Institute of Contemporary Art Opens
Sarah Cain's Now I'm going to tell you everything in the ICA LA courtyard |
View of Abigail DeVille's No Space Hidden (Shelter), in ICA LA Project Room |
Main exhibition space, showing works by Martín Ramírez |
Martín Ramírez. "Martín Ramírez: His Life in Pictures, Another Interpretation" would be a coup in any season. It's a particularly apt PST LA/LA entry, as Ramírez's unusual life exemplifies the border and napantla ("in the middle of it"). Born in Tepatitlán, Jalisco, Ramírez (1895-1963) fled his family and revolutionary violence to work on U.S. railroads. The Depression threw him out of work. Estranged from his family and homeless, he was diagnosed as schizophrenic and spent the rest of his life in California mental hospitals. His art, cobbled from humble materials, has long been compared to Art Nouveau, Bridget Riley, and Henry Darger. Ramirez's hypnotic curves long preceded Riley's Op.
Like Darger Ramírez was first appreciated by the ever-perceptive Chicago Imagists. Many of the works in this exhibition are lent from the collection of Jim Nutt and Gladys Nilsson.
Martín Ramírez, Horse and Rider with Frieze, collection of Jim Nutt and Gladys Nilsson |
In recent years scholars have questioned whether Ramirez was schizophrenic. At the time mental hospitals often functioned as homeless shelters. The ICA exhibition, curated by Elsa Longhauser, attempts to understand Ramírez's art through his biography and Mexican pop culture. The horse and rider was a traditional motif, and it's known that Ramírez rode horses and had a pistol in Jalisco. The trains and tunnels reflect his years working on the railroads. The "Op art" lines must be topographic maps of a kind, reflecting a memoryscape of Southwestern canyons.
Martín Ramírez, Vertical Tunnel with Cars and AUANA CUUA |
Freudian interpretations of Ramírez's tunnels and trains are obvious enough. One example is inscribed by the artist "AUANA CUUA." Apparently nonsense, it may be a phonetic spelling of "Havana, Cuba," referring to news reportage of the Cuban missile crisis. That would make it one of the artist's last works. The spiky structures at upper center are similar to those identified in other drawings as galleons. That might link Spanish galleons to the U.S. naval blocade of Cuba.
The ICA LA show debuts a newly conserved scroll drawing-painting-collage. It's not the most satisfying work here, but it's interesting for its ambition and apparent biographic theme. Reading from left to right, it moves from idyllic animals in a Mexican Eden to a canyon railroad that ultimately disappears, like a Chuck Jones Roadrunner cartoon, into a tunnel that is only painted and which may portend catastrophe.
The benches. Clever gallery seating is becoming a thing. ICA LA's benches plays off Donald Judd's furniture for Marfa, with a nod to De Stijl and Sherrie Levine (the white plywood knots).
The parking. At 1717 Seventh St., ICA LA is towards the southern end of the Arts District. The nearest Metro station (Little Tokyo/Arts District, Gold line) is a 1.2 mile hike. ICA LA exists in a desert of parking lots, but most are private, and ICA does not have any parking of its own. The closest public parking lot is a 7 minute walk away, at 660 Mateo Street. It's reasonably priced ($5). There is some street parking within a few blocks.
The artists' museum. The roster of artist-patrons exceeds that of MOCA or any other L.A. museum I know of. "Artists for an ICA LA" includes all the "MOCA Four" board members who quit in protest over Jeffrey Deitch's disco show, or something like that, in 2013.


Task directions
Return all the data exactly, keeping the pictures out.
++++++++++
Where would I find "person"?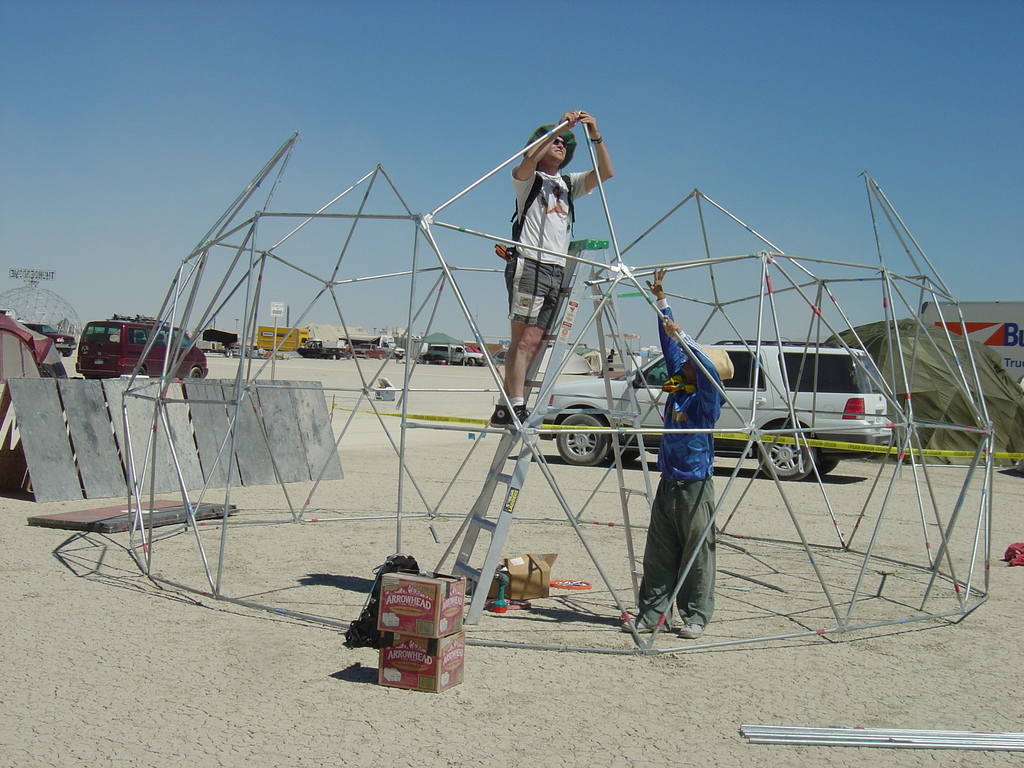
At [630, 264, 732, 651].
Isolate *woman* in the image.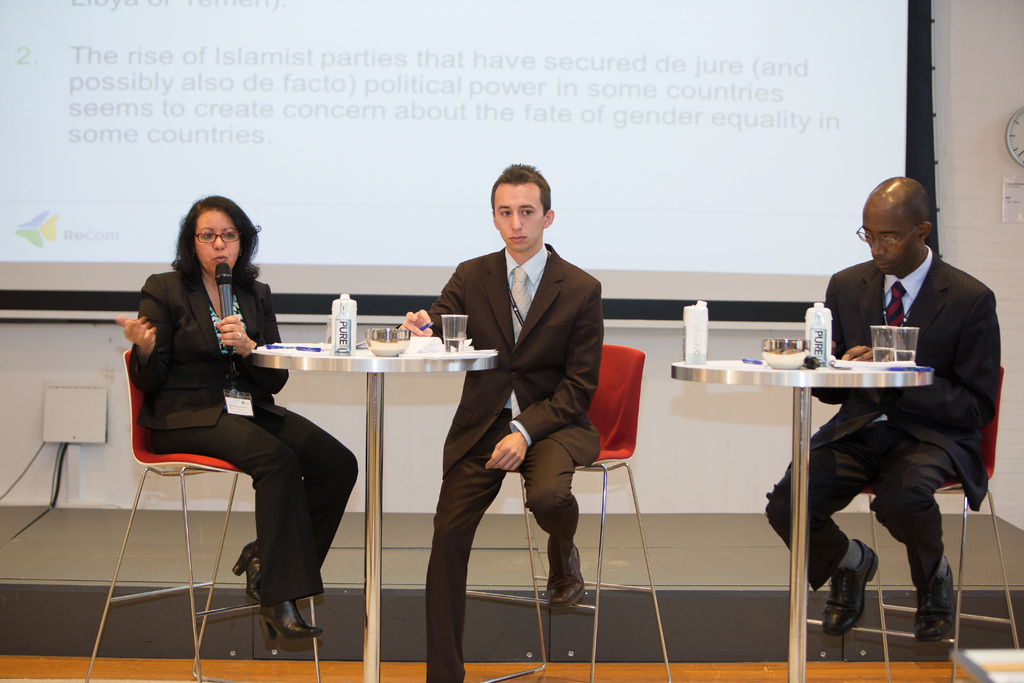
Isolated region: bbox=[145, 158, 319, 669].
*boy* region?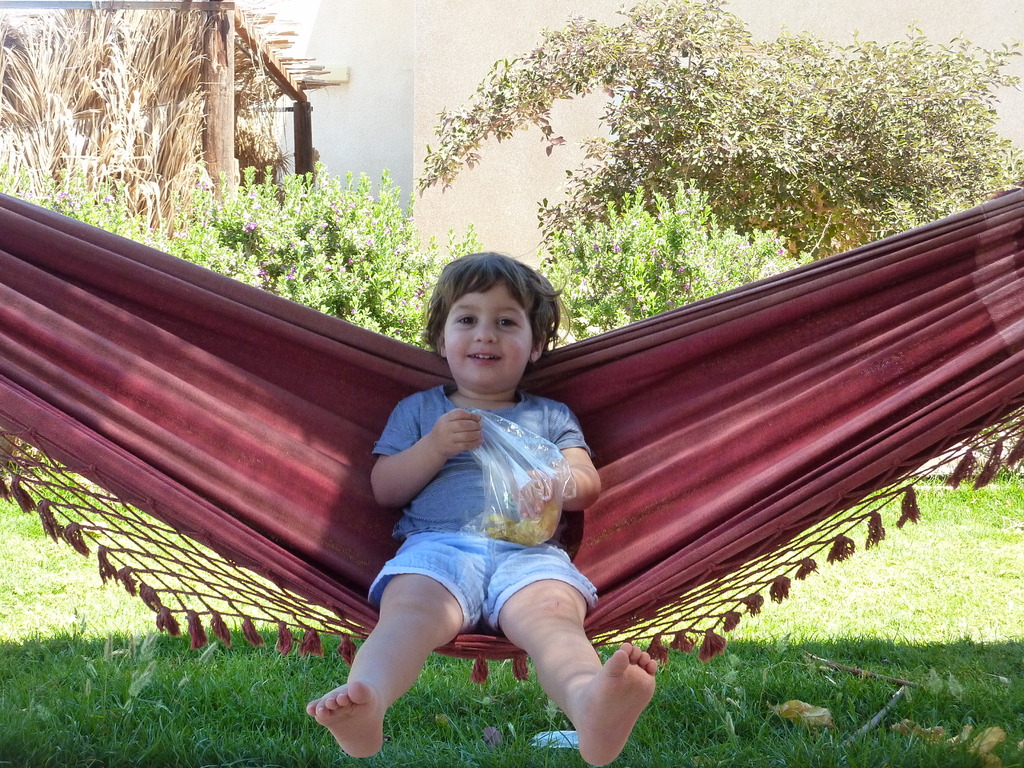
(299, 250, 659, 767)
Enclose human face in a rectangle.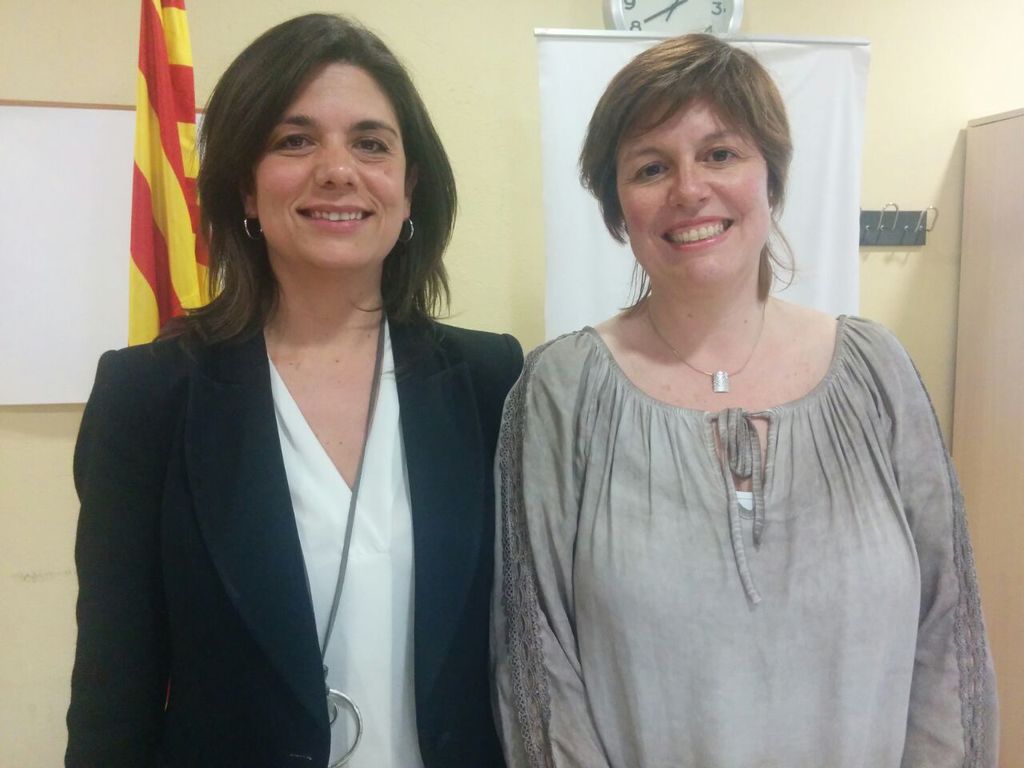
++++++++++
Solution for this exercise
Where would I find "person"?
At [630, 264, 732, 651].
Isolate *woman* in the image.
Isolated region: bbox=[145, 158, 319, 669].
*boy* region?
(299, 250, 659, 767)
Enclose human face in a rectangle.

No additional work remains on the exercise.